Editorial: Time to pay part of the tab

Published 12:00 am Tuesday, April 5, 2011

Forget Obamacare. The most pressing health-care issue in North Carolina at the moment is whether state employees should help pay premiums for their individual health insurance. Republican lawmakers say yes and have passed bills to that effect through the House and Senate.
The Democrat in the Governorís Mansion should sign the bill into law. The time has come.
How else can the state close a $515 million shortfall in the State Health Plan? The burden is not onerous ó employees will have to pay $10.86 or $21.72 per month, depending on their level of coverage ó but it ends a long tradition of providing individual coverage at no charge to state employees, and there will be no going back. In addition, co-payments and deductibles will increase.
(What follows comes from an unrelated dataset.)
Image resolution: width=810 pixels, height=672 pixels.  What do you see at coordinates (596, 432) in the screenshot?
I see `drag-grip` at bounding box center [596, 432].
The N.C. Association of Educators vehemently opposed the bill, saying it in effect gives educators an $1,800 pay cut ó to which countless workers in the private sector can say, ěTell me about it.î Government employeesí benefits and jobs are publicly debated and voted on by elected officials, but businesses have been making similar decisions for years.
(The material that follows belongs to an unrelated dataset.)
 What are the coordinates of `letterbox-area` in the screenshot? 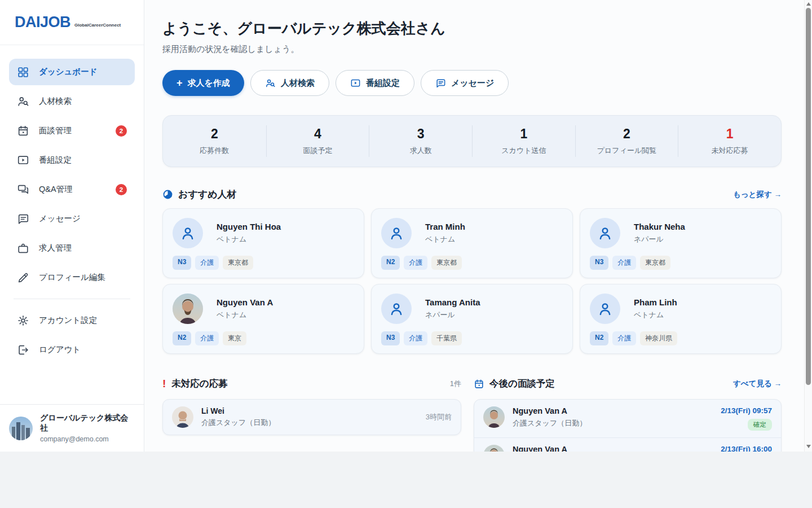 It's located at (406, 480).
Blame the out-of-control costs of health care and insurance. The average worker in the United States paid nearly $4,000 toward the cost of family insurance coverage in 2010 ó up 14 percent from the previous year, according to a survey from the Kaiser Family Foundation and Health Research & Educational Trust, two nonprofits that focus on health policy issues.
The voice of reason in the debate over state benefits has come from Dana Cope, executive director of the State Employees Association. While Democrats and the teachersí group opposed the bill, Cope argued that paying insurance premiums is inevitable. Besides, the legislation also includes some attractive changes, such as shifting oversight of the plan to the State Treasurerís Office and making the terms of the planís contract with Blue Cross-Blue Shield of North Carolina public.
The question now is whether municipalities and counties will follow the stateís lead. Government employees make up a huge voting block that politicians alienate at their own peril. Some 6,000 people in Rowan County work for either the schools, city or county government or the Hefner V.A. Medical Center, and many others work in state and town offices. What hurts them could hurt all of us.
But government employees are taxpayers too. Maybe they can appreciate the difficult decisions political leaders face. Just donít expect them to be happy about it.